The reason will be displayed to describe this comment to others. Learn more.

You need +1 to __LINE__

@nobu
Copy link
Member

nobu commented Nov 29, 2016

A failure in jruby-head seems a bug of jruby.

@n054
Copy link

n054 commented Nov 30, 2016

@JoshCheek let me see if I can help with Travis intigration. @n054

@JoshCheek
Copy link
Contributor Author

@n054 I'd appreciate it ^_^

@n054
Copy link

n054 commented Nov 30, 2016

@JoshCheek investigating the Travis test shows test#482.1-482.7 are passing.
Test#482.8&482.9 show TestRakeTaskWithArguments#test_actions_adore_keywords:
ArgumentError:missing keyword: reqr

@JoshCheek
Copy link
Contributor Author

Looks like it's a JRuby bug.
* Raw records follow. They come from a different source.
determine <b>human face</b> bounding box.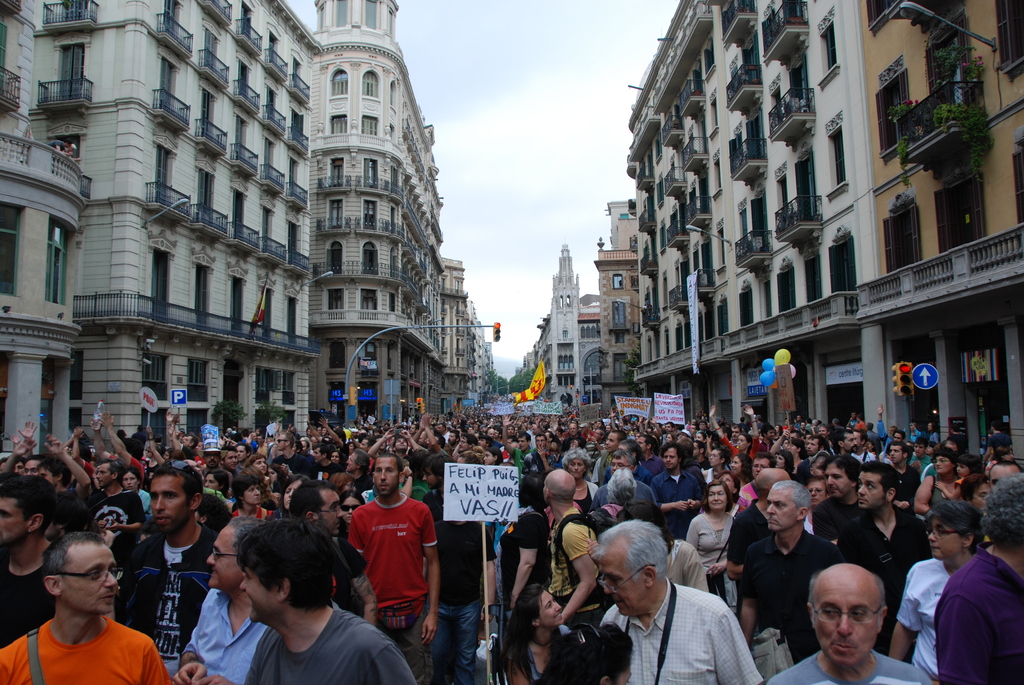
Determined: box(344, 452, 359, 473).
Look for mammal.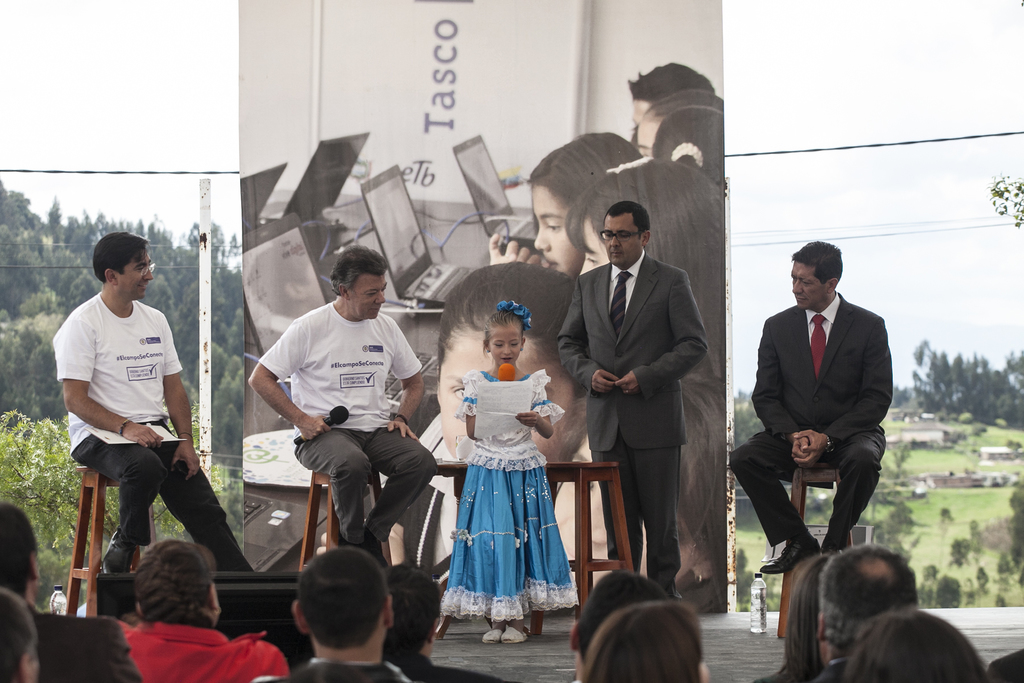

Surprising, maybe I just use keywords a lot more than other people?

Here's the program:

$ cat f.rb
p proc { |a, b:| [a, b] }.call("a-val", b: "b-val")

MRI handles it.

$ chruby 2.3.2
$ ruby -v
ruby 2.3.2p217 (2016-11-15 revision 56796) [x86_64-darwin15]
$ ruby f.rb
["a-val", "b-val"]

Rbx handles it

$ chruby rbx
$ rbx -v
rubinius 3.60 (2.3.1 5d5e49f7 2016-09-21 3.9.0) [x86_64-darwin15.6.0]
$ rbx f.rb
["a-val", "b-val"]

JRuby blows up.

$ chruby jruby
$ jruby -v
jruby 9.1.5.0 (2.3.1) 2016-09-07 036ce39 Java HotSpot(TM) 64-Bit Server VM 25.71-b15 on 1.8.0_71-b15 +jit [darwin-x86_64]
$ jruby f.rb
ArgumentError: missing keyword: b
  block in f.rb at f.rb:-1
         <main> at f.rb:1

@JoshCheek
Copy link
Contributor Author

Looks @nobu beat me to reporting: jruby/jruby#4344

@hsbt hsbt merged commit 4dc6630 into ruby:master Dec 2, 2016
Sign up for free to join this conversation on GitHub. Already have an account? Sign in to comment
Labels
None yet
Development

Successfully merging this pull request may close these issues.